Fear of heights...
Hi everyone,
I have a really strange question for you all, but it is really as serious as it gets...
I'd like to build a Farrier trimaran in the future, probably the new F-22 or an F-82 type. Major problem is that my wife and I went out on an F-82 some years ago and it scared her. Not the wind, not the spray, not the speed, it was a very very gentle day. No, what scared her was the view of the water rushing by under the nets! The ironic thing is that this is what I love most 🙁 To think she didn't get scared when handling the Jib on our old 20' monomaran skidding around in a swell (while I practically needed a champagne cork... for undisclosed purposes).
She is afraid of heights, and for her a chair is a high place...

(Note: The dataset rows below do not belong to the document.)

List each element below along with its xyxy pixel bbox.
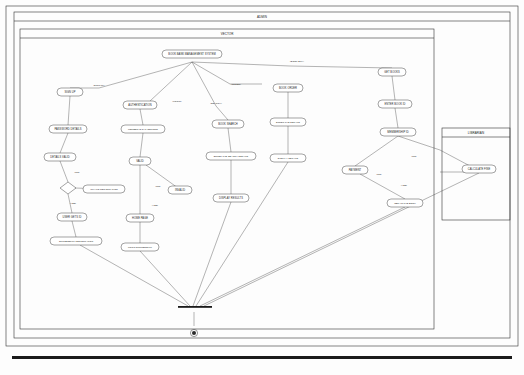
node-label: BOOK SEARCH — [218, 122, 238, 126]
edge-label-yes-3: [YES] — [401, 184, 407, 186]
node-password-details[interactable]: PASSWORD DETAILS — [49, 125, 87, 133]
node-label: INVALID — [175, 188, 185, 192]
edge-label-login: [LOGIN] — [173, 100, 182, 102]
node-label: SUCCESSFUL REGISTRATION — [59, 240, 93, 242]
edge-success-join — [80, 245, 188, 306]
node-user-gets-id[interactable]: USER GETS ID — [57, 213, 87, 221]
node-label: DETAILS VALID — [50, 155, 69, 159]
node-label: OBTAIN THE BOOK — [394, 202, 416, 204]
node-login-successful[interactable]: LOGIN SUCCESSFUL — [121, 243, 159, 251]
node-valid[interactable]: VALID — [129, 157, 151, 165]
activity-diagram: ADMIN VECTOR LIBRARIAN — [0, 0, 524, 375]
swimlane-librarian — [442, 128, 510, 220]
edge-valid-invalid — [146, 165, 178, 188]
node-display-results[interactable]: DISPLAY RESULTS — [213, 194, 249, 202]
node-sign-up[interactable]: SIGN UP — [57, 88, 83, 96]
node-label: BOOK BANK MANAGEMENT SYSTEM — [168, 52, 215, 56]
edge-getbooks-enterbookid — [392, 76, 395, 100]
edge-calculatefine-join — [204, 173, 479, 306]
swimlane-vector — [20, 29, 434, 329]
edge-label-yes-1: [YES] — [70, 202, 76, 204]
node-label: PAYMENT — [349, 168, 362, 172]
node-label: LOGIN SUCCESSFUL — [128, 246, 153, 248]
node-label: DISPLAY DETAILS — [278, 157, 299, 159]
node-member-id-and-password[interactable]: MEMBER ID & PASSWORD — [121, 125, 165, 133]
node-book-order[interactable]: BOOK ORDER — [273, 84, 303, 92]
edge-auth-memberid — [140, 109, 143, 125]
node-label: USER GETS ID — [63, 215, 82, 219]
node-label: ENTER BOOK ID — [385, 102, 406, 106]
edge-group — [60, 62, 479, 326]
node-display-details[interactable]: DISPLAY DETAILS — [270, 154, 306, 162]
edge-label-no-4: [NO] — [377, 173, 382, 175]
node-label: AUTHENTICATION — [128, 103, 151, 107]
node-obtain-the-book[interactable]: OBTAIN THE BOOK — [387, 199, 423, 207]
admin-frame — [14, 12, 510, 338]
edge-root-search — [192, 62, 228, 120]
bottom-band — [12, 356, 512, 359]
node-successful-registration[interactable]: SUCCESSFUL REGISTRATION — [50, 237, 102, 245]
edge-root-signup — [70, 62, 192, 88]
node-label: SIGN UP — [64, 90, 75, 94]
edge-loginsuccess-join — [140, 251, 190, 306]
node-calculate-fine[interactable]: CALCULATE FINE — [462, 165, 496, 173]
node-label: HOME PAGE — [132, 216, 148, 220]
node-label: MEMBERSHIP ID — [387, 130, 408, 134]
admin-frame-label: ADMIN — [257, 15, 267, 19]
synchronization-bar — [178, 306, 212, 308]
node-label: DISPLAY RESULTS — [219, 196, 243, 200]
edge-memberid-valid — [140, 133, 143, 157]
edge-root-order — [192, 62, 262, 84]
node-enter-the-details[interactable]: ENTER THE DETAILS — [270, 118, 306, 126]
edge-label-no-3: [NO] — [412, 155, 417, 157]
edge-label-no-2: [NO] — [156, 185, 161, 187]
diagram-canvas: ADMIN VECTOR LIBRARIAN — [0, 0, 524, 375]
edge-label-yes-2: [YES] — [152, 204, 158, 206]
edge-payment-obtainbook — [360, 174, 405, 199]
node-label: CALCULATE FINE — [468, 167, 491, 171]
node-invalid-registration[interactable]: INVALID REGISTRATION — [83, 185, 125, 193]
node-home-page[interactable]: HOME PAGE — [126, 214, 154, 222]
swimlane-vector-label: VECTOR — [221, 32, 235, 36]
edge-displaydetails-join — [196, 162, 288, 306]
edge-displayresults-join — [193, 202, 231, 306]
node-invalid[interactable]: INVALID — [168, 186, 192, 194]
decision-details-valid[interactable] — [60, 182, 76, 194]
node-label: ENTER THE SEARCH DETAILS — [214, 155, 249, 157]
node-book-bank-management-system[interactable]: BOOK BANK MANAGEMENT SYSTEM — [162, 50, 222, 58]
edge-root-getbooks — [192, 62, 392, 68]
node-label: VALID — [136, 159, 144, 163]
swimlane-librarian-label: LIBRARIAN — [468, 131, 484, 135]
node-authentication[interactable]: AUTHENTICATION — [123, 101, 157, 109]
node-label: ENTER THE DETAILS — [276, 121, 300, 123]
node-details-valid[interactable]: DETAILS VALID — [44, 153, 76, 161]
node-label: GET BOOKS — [384, 70, 400, 74]
edge-label-sign-up: [SIGN UP] — [93, 84, 104, 86]
node-payment[interactable]: PAYMENT — [342, 166, 368, 174]
edge-label-book-buy: [BOOK BUY] — [290, 60, 304, 62]
edge-password-detailsvalid — [60, 133, 68, 153]
node-get-books[interactable]: GET BOOKS — [378, 68, 406, 76]
node-label: PASSWORD DETAILS — [54, 127, 81, 131]
node-enter-the-search-details[interactable]: ENTER THE SEARCH DETAILS — [206, 152, 256, 160]
node-book-search[interactable]: BOOK SEARCH — [212, 120, 244, 128]
edge-signup-password — [68, 96, 70, 125]
edge-label-no-1: [NO] — [75, 171, 80, 173]
node-enter-book-id[interactable]: ENTER BOOK ID — [378, 100, 412, 108]
edge-usergetsid-success — [72, 221, 76, 237]
node-label: BOOK ORDER — [279, 86, 297, 90]
edge-label-order: [ORDER] — [231, 83, 241, 85]
edge-obtainbook-join — [200, 207, 405, 306]
edge-booksearch-enterdetails — [228, 128, 231, 152]
edge-enterbookid-membershipid — [395, 108, 398, 128]
node-membership-id[interactable]: MEMBERSHIP ID — [380, 128, 416, 136]
edge-membershipid-payment — [355, 136, 398, 166]
edge-label-search: [SEARCH] — [210, 102, 222, 104]
node-group: BOOK BANK MANAGEMENT SYSTEM SIGN UP AUTH… — [44, 50, 496, 251]
edge-detailsvalid-decision — [60, 161, 68, 182]
page-border — [6, 6, 518, 346]
final-node-core — [192, 331, 196, 335]
node-label: INVALID REGISTRATION — [90, 188, 118, 190]
node-label: MEMBER ID & PASSWORD — [128, 128, 158, 130]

I'm thinking that, because she can handle jibbing a leaner at 45 degrees, where the foothold is the opposite bench and the rail or posts are digging into your back, there must be a way for her to get used to the nets on a much more stable trimaran, or perhaps a cat?
Is there anyone out there who has experience with this kind of thing? I'm afraid that if I just take her out on any old rented boat, she might freak out permanently and our chances of sailing together would be blown.
There's just no way I'm ever going back to a monoslug, much less build one. The trimarans are my favourites because of the easy and fast trailerability, though a cruising cat (not a giant roomaran) would appear more stable.
Please help, any suggestions are welcome.
[Edited for wrong type designation]
My wife hated my
leaner
. Every time it healed she thought it was going to tip over, but loved the trimaran, although she would never sit outside of the main hull *. She liked that it did not heel so much and it had the nets to catch her if she did lose her ballance. Perhaps you could have her stay in the main * and teach her to steer or trim from there, while you get the fun of sitting out on the tramp.
Or get solid vinyl type tramps, like the old Hobie tramps, that she can't see through.
I'm no psyco-analyst, but it sounds more like she has a fear of suspended surfaces - which is really a trust issue...how does she feel when climbing a regular household staircase compared to climbing an open mesh stair case that you can see through the foot pads (like in a spiral stair case or some utility applications)?
What Jake said was exactly my first thought, too.
As he said, it sounds more like a trust problem than a height problem. I have no fear of heights at all, and it does not bother me to go up a mast to fix something -- but I am VERY uncomfortable with open net trampolines where you can see the water going by underneath. I guess it makes me feel very vulnerable, like at any moment the trampoline might break and I will fall through it.
I guess that is why I don't like trimarans that have trampolines between the main hull and the amas. And I don't like big cats that have netting between the bows instead of hard deck.
The suggestions for a dense mesh or vinyl for the trampolines might help her problem. Plus the idea of keeping her in the main hull, which is the same as being on a monohull.
Hi DennisMe,
Since you plan to build your own boat the simple answer is to make a hard surface deck between hulls rather than have any kind of net. If you need to have the fold-up features typical of Corsairs perhaps you can get Ian Farrier to design a hard deck that would work and be approved for the boat of your choice. As Mary Wells can attest, they started out with hard decks on Shark catamarans and have them to this day and they fold for trailering - maybe you should just start out with a Shark!
The Reynolds 33 that I have been racing has a black mesh tramp that you cannot see through but those boats are about $185K now so it might be out of your budget range. Still that material should be readily available for whatever boat you want to use it on.
Alternatively, and
thinking outside the box
, perhaps the simplest and cheapest solution is to have her optometrist produce glasses that will not allow her to look down!! Sort of like the blinders that horses wear but on the bottom instead of the sides. Could cause some accidents so have her put them on only after getting on the boat!
Good luck!
OK,
thanks for your feed back. I guess there are some options. The opaque nets sound feasible on any tri or cat. Maybe not ideal for the forward nets though. Then keeping her in the center hull of a tri... I suppose that means having everything lead back to the ****. Again, that's not a problem for a self built boat.
I guess we'll just have to rent and see after all though. Building a boat only to find out she doesn't trust it is a tough call.